Peruvian writer Mario Vargas Llosa, a key figure of the 1960s Latin American literary boom and winner of the 2010 Nobel Prize in Literature, died on Sunday, April 13, at the age of 89.
The author of seminal books like The City and the Dogs, Aunt Julia and the Scriptwriter, and The Feast of the Goat died in Lima surrounded by his loved ones, his family confirmed in a statement.
“His passing will sadden his relatives, his friends, and his readers around the world, but we hope they will find solace, as we do, in the fact that he enjoyed a long, varied, and fruitful life, and leaves behind a body of work that will outlive him,” they wrote.
In the statement, signed by his three children (Álvaro, Gonzalo, and Morgana Vargas Llosa), they also announced that there will be no public ceremony to bid him farewell. They will honor his last wishes by cremating his remains.
In recent months, rumors about his delicate state of health had circulated on social media, although his son Álvaro denied them with two photos on his X account. One shows the writer and his wife Patricia sitting on a white armchair, holding hands.

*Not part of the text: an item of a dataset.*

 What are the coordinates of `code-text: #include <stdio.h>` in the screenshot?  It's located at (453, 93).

In the other, he was reading a book.
Vargas Llosa’s Literary Legacy
The veteran writer published his last novel, I Dedicate My Silence to Him, in 2023, announcing that it would be his farewell to fiction.

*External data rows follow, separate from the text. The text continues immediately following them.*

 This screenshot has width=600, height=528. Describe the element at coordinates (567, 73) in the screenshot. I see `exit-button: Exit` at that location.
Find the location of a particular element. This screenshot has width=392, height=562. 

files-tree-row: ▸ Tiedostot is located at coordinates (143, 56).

His final publication came two months later, with his last column for Spanish newspaper El País, which had been published since 1990. In these articles, he not only discussed culture but also delved into politics and society.
At 74 years old, the writer won the Nobel Prize in Literature “for his cartography of power structures and his sharp images of resistance, rebellion, and the defeat of the individual,” the Swedish Academy stated in 2010.
His narrative work was characterized by the importance of technical experimentation. For this reason, he is considered a benchmark of novel composition and a leading innovator of narrative and stylistic possibilities.
The novel was his most frequent genre, although he was also a renowned political and social essayist.
His work has been translated into more than 30 languages and adapted for film and theater.